Collected data entries
====================

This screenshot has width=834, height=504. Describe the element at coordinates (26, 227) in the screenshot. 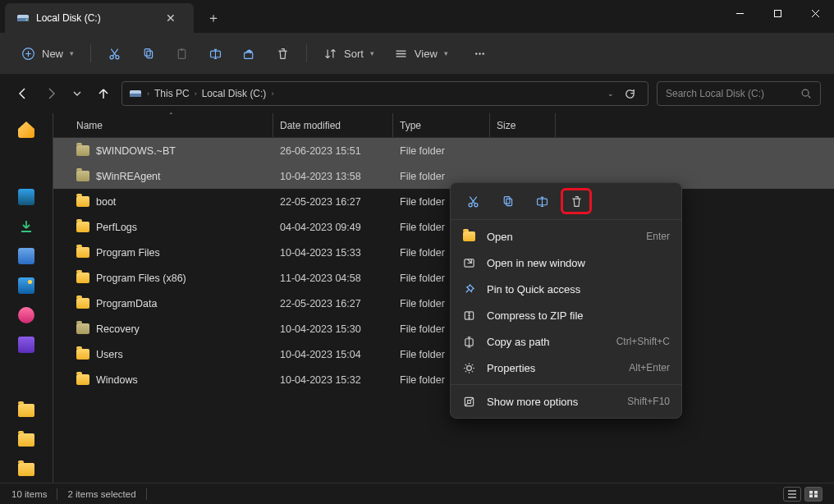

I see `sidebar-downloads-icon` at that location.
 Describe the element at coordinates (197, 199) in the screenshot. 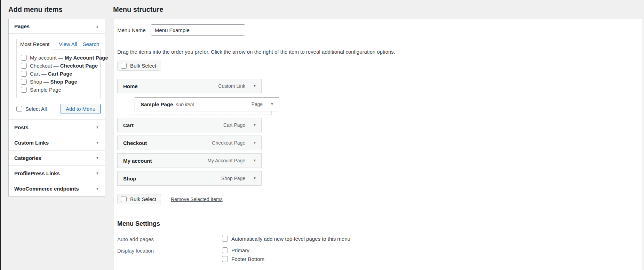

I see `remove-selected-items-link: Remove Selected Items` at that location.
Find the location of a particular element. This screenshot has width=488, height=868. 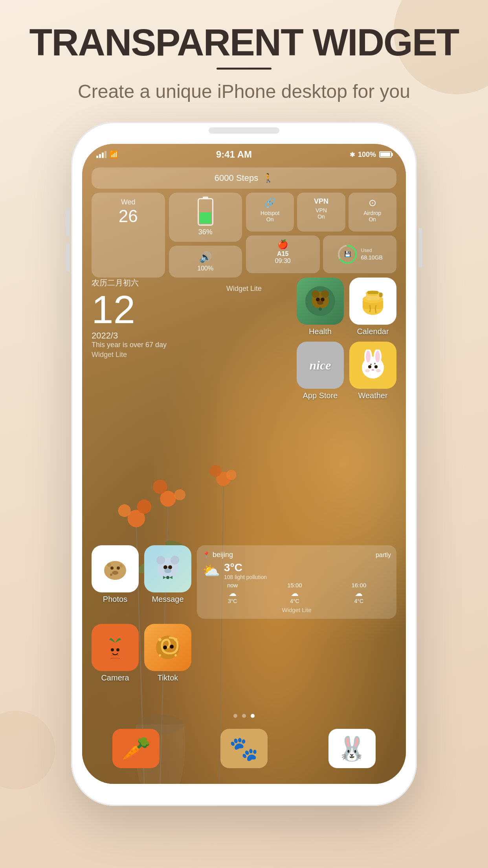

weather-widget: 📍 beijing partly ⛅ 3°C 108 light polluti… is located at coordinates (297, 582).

====================

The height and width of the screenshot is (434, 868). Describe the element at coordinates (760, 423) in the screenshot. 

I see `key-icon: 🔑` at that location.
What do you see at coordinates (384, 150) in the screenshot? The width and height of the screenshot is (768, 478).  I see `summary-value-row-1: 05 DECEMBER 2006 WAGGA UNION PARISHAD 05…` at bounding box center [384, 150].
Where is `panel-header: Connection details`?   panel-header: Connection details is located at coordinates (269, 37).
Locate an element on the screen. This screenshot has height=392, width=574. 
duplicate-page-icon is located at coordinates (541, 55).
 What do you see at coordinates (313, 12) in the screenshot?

====================

Read through the entries above, and wherever a line holds the string "What", copy it.

ANSWER SECTION |
What do you see at coordinates (384, 150) in the screenshot? The width and height of the screenshot is (768, 478).  I see `summary-value-row-1: 05 DECEMBER 2006 WAGGA UNION PARISHAD 05…` at bounding box center [384, 150].
 What do you see at coordinates (313, 12) in the screenshot?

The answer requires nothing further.